Gitanuki is a program that, given a list of URLs to Git repositories, will fetch those repos to keep local copies of them and render their files to HTML files that can be viewed in a web browser. (Typically, these will be served by a web server, so this can be considered a static web site builder.)

gitanuki is given one argument, the directory containing configuration data, the repos, and into which to place the rendered output. Under this directory will be:

  • repo.list: Each line is a path under repo/ followed by one or more space-separated URLs suitable for git fetch. (Spaces within paths or URLs may be escaped with \.) gitanuki never updates this file, but it's expected that external programs or humans will do so.

  • repo/: Bare Git repositories in directories named for the paths in repo.list. (These always end in .git; it's added if not supplied to make clear that these are bare repos.) These may have multiple remotes ("origins"), but any single repo is intended to be the nominal sum of all remotes.

  • view/: Directories named as under repo/ but with rendered views of the repository/commit contents. It's assumed that given path x/, x/index.html will be rendered. (See more below.)

Filename Linking

  • Fetching view/ will redirect to or return view/index.html, which will return a list of all repos.
  • Fetching view/REPO/ will redirect to or return view/REPO/index.html, which will be the start point for browsing the repo at the most recent (HEAD) commit from (XXX which source?)

Testing and Development

Running the Test script at the top level will test the system. Use ./Test -h for more help.

This repo uses pactivate to set up the Python virtual environment for development.
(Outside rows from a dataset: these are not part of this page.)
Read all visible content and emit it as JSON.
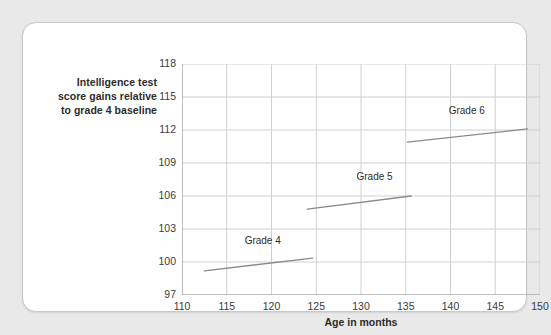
{
  "figure": {
    "y_caption_lines": [
      "Intelligence test",
      "score gains relative",
      "to grade 4 baseline"
    ],
    "y_caption_full": "Intelligence test score gains relative to grade 4 baseline"
  },
  "chart_data": {
    "type": "line",
    "title": "",
    "subtitle": "",
    "xlabel": "Age in months",
    "ylabel": "Intelligence test score gains relative to grade 4 baseline",
    "xlim": [
      110,
      150
    ],
    "ylim": [
      97,
      118
    ],
    "xticks": [
      110,
      115,
      120,
      125,
      130,
      135,
      140,
      145,
      150
    ],
    "xtick_labels": [
      "110",
      "115",
      "120",
      "125",
      "130",
      "135",
      "140",
      "145",
      "150"
    ],
    "yticks": [
      97,
      100,
      103,
      106,
      109,
      112,
      115,
      118
    ],
    "ytick_labels": [
      "97",
      "100",
      "103",
      "106",
      "109",
      "112",
      "115",
      "118"
    ],
    "grid": true,
    "grid_color": "#cfcfcf",
    "legend": "inline-annotations",
    "legend_position": "none",
    "line_color": "#8a8a8a",
    "series": [
      {
        "name": "Grade 4",
        "label": "Grade 4",
        "x": [
          112.5,
          124.6
        ],
        "y": [
          99.2,
          100.35
        ],
        "label_x": 117.0,
        "label_y": 101.8
      },
      {
        "name": "Grade 5",
        "label": "Grade 5",
        "x": [
          124.0,
          135.6
        ],
        "y": [
          104.8,
          106.0
        ],
        "label_x": 129.5,
        "label_y": 107.6
      },
      {
        "name": "Grade 6",
        "label": "Grade 6",
        "x": [
          135.2,
          148.6
        ],
        "y": [
          110.9,
          112.1
        ],
        "label_x": 139.8,
        "label_y": 113.6
      }
    ],
    "annotations": [
      {
        "text": "Grade 4",
        "x": 117.0,
        "y": 101.8
      },
      {
        "text": "Grade 5",
        "x": 129.5,
        "y": 107.6
      },
      {
        "text": "Grade 6",
        "x": 139.8,
        "y": 113.6
      }
    ]
  }
}
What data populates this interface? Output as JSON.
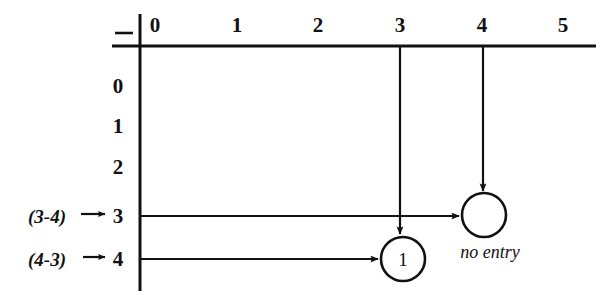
{
  "figure": {
    "kind": "matrix-grid-diagram",
    "corner_mark": "–",
    "ink_color": "#111111",
    "background_color": "#ffffff"
  },
  "columns": {
    "axis_name": "column-index-axis",
    "headers": [
      {
        "label": "0",
        "x": 155
      },
      {
        "label": "1",
        "x": 237
      },
      {
        "label": "2",
        "x": 318
      },
      {
        "label": "3",
        "x": 400
      },
      {
        "label": "4",
        "x": 482
      },
      {
        "label": "5",
        "x": 563
      }
    ]
  },
  "rows": {
    "axis_name": "row-index-axis",
    "headers": [
      {
        "label": "0",
        "y": 86
      },
      {
        "label": "1",
        "y": 126
      },
      {
        "label": "2",
        "y": 167
      },
      {
        "label": "3",
        "y": 216
      },
      {
        "label": "4",
        "y": 259
      }
    ]
  },
  "side_annotations": [
    {
      "text": "(3-4)",
      "target_row": "3",
      "x": 28,
      "y": 216
    },
    {
      "text": "(4-3)",
      "target_row": "4",
      "x": 28,
      "y": 259
    }
  ],
  "cells": [
    {
      "name": "cell-row4-col3",
      "value": "1",
      "row": "4",
      "column": "3",
      "cx": 403,
      "cy": 259,
      "r": 22,
      "filled": true
    },
    {
      "name": "cell-row3-col4",
      "value": "",
      "row": "3",
      "column": "4",
      "cx": 484,
      "cy": 215,
      "r": 22,
      "filled": false
    }
  ],
  "callouts": [
    {
      "text": "no entry",
      "x": 490,
      "y": 252,
      "refers_to": "cell-row3-col4"
    }
  ],
  "arrows": {
    "vertical": [
      {
        "name": "column-3-trace",
        "from_column": "3",
        "x": 400,
        "y1": 46,
        "y2": 234
      },
      {
        "name": "column-4-trace",
        "from_column": "4",
        "x": 483,
        "y1": 46,
        "y2": 191
      }
    ],
    "horizontal": [
      {
        "name": "row-3-trace",
        "from_row": "3",
        "y": 216,
        "x1": 141,
        "x2": 459
      },
      {
        "name": "row-4-trace",
        "from_row": "4",
        "y": 259,
        "x1": 141,
        "x2": 378
      }
    ]
  },
  "axes": {
    "horizontal_rule": {
      "y": 46,
      "x1": 112,
      "x2": 596
    },
    "vertical_rule": {
      "x": 140,
      "y1": 14,
      "y2": 291
    },
    "corner_dash": {
      "x1": 115,
      "x2": 133,
      "y": 33
    }
  }
}
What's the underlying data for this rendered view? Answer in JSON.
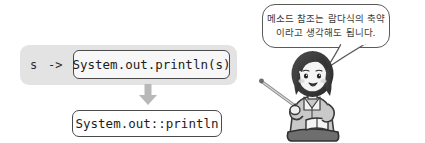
{
  "diagram": {
    "lambda": {
      "param": "s",
      "arrow": "->",
      "body": "System.out.println(s)"
    },
    "transform_icon": "down-arrow-icon",
    "result": "System.out::println"
  },
  "speech": {
    "line1": "메소드 참조는 람다식의 축약",
    "line2": "이라고 생각해도 됩니다.",
    "tail_icon": "speech-tail-icon"
  },
  "character": {
    "icon": "teacher-character-icon",
    "description": "여성 강사"
  },
  "colors": {
    "panel_gray": "#e3e3e3",
    "box_border": "#4a4a4a",
    "arrow_gray": "#b8b8b8",
    "text_dark": "#1c1c1c",
    "bubble_border": "#5a5a5a"
  }
}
Follow that link for full documentation, but some key points are:

  • You may create a .python symlink at the top level pointing to your preferred Python interpreter if you don't want to use the first one in your path. (Always do a ./Test -c after changing this.)
  • requirements.txt (which passed to pip -r) lists the packages to be installed for development (including this package in editable form).

To-do

  • This project needs someone interested enough to push it forward. @0cjs is willing to provide assistance, but not wanting to do it alone.
  • For those willing to run a "dynamic" web site, providing an interface to e.g. git-bug which stores issues directly in the Git database would be a convenient feature that could lessen dependency on GitHub/GitLab/etc. systems that do the same in proprietary databases.